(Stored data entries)
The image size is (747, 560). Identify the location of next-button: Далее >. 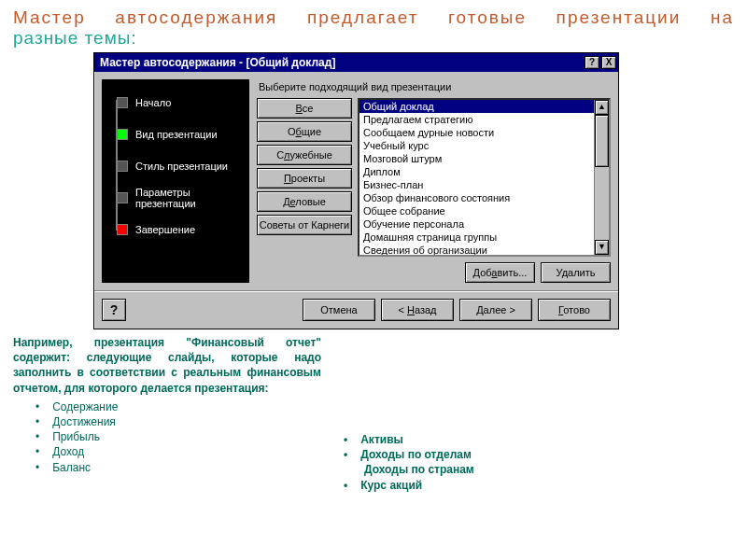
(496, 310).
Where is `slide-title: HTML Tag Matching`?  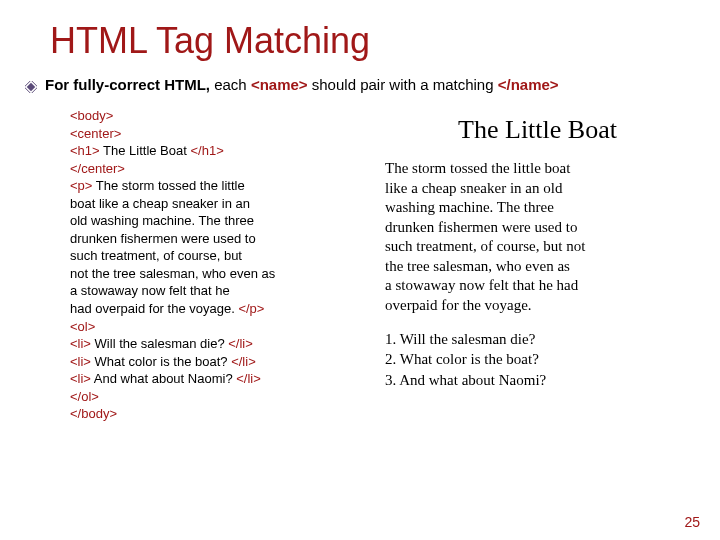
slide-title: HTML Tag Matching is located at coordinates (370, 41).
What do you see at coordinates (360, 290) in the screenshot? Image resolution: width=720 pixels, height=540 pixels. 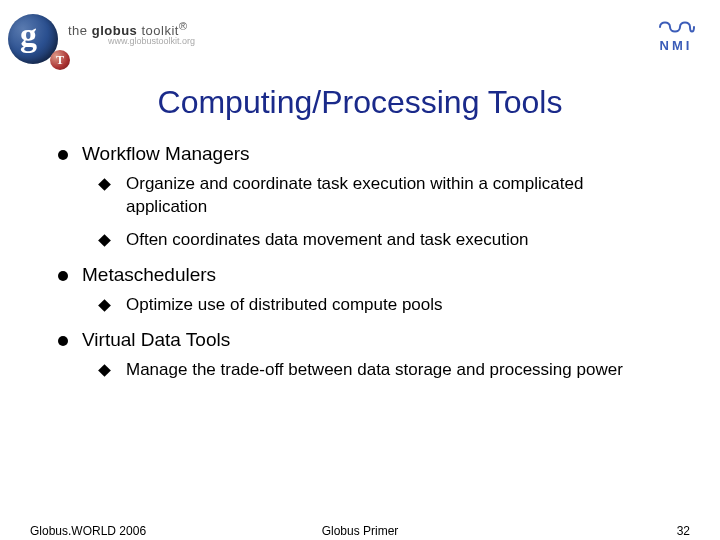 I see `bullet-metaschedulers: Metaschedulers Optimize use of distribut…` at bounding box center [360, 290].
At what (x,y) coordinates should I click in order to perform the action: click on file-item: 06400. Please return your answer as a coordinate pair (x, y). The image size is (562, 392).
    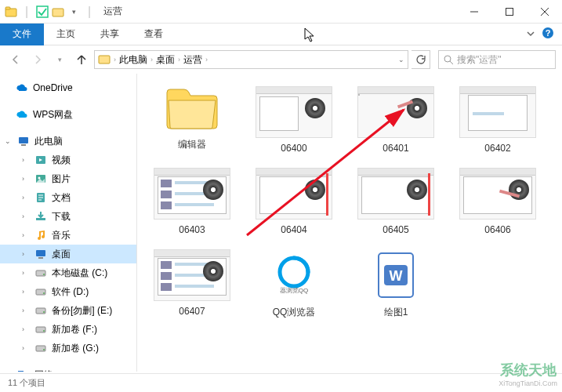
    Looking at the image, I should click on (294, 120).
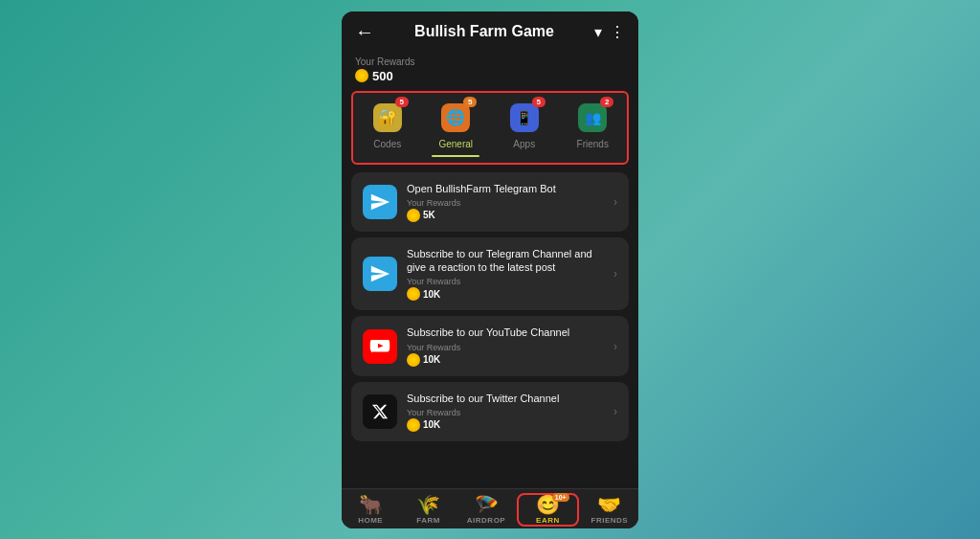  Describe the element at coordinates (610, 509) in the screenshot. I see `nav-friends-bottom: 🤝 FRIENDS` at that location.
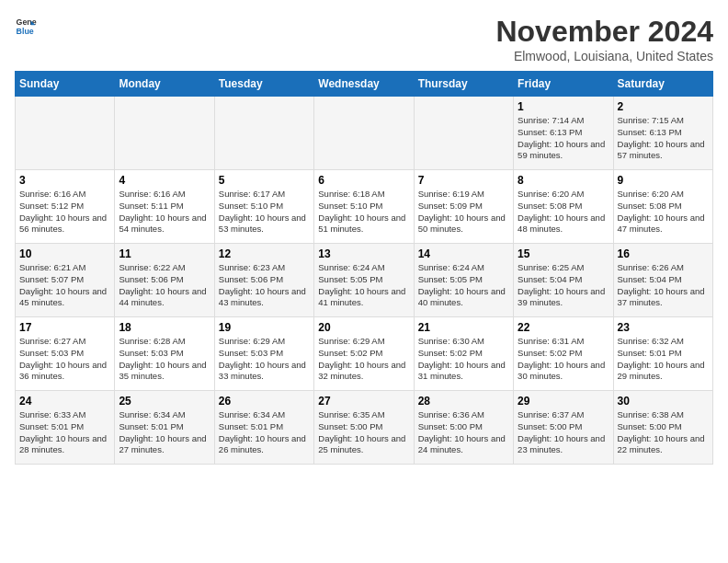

**Exercise**:
In the records above, transcribe exactly the lines from the one containing "At what (x,y)" through the last line, both included, and skip the pictures.

**Your solution**:
At what (x,y) coordinates should I click in order to perform the action: click on file-item: 06400. Please return your answer as a coordinate pair (x, y). The image size is (562, 392).
    Looking at the image, I should click on (294, 120).
  Describe the element at coordinates (610, 509) in the screenshot. I see `nav-friends-bottom: 🤝 FRIENDS` at that location.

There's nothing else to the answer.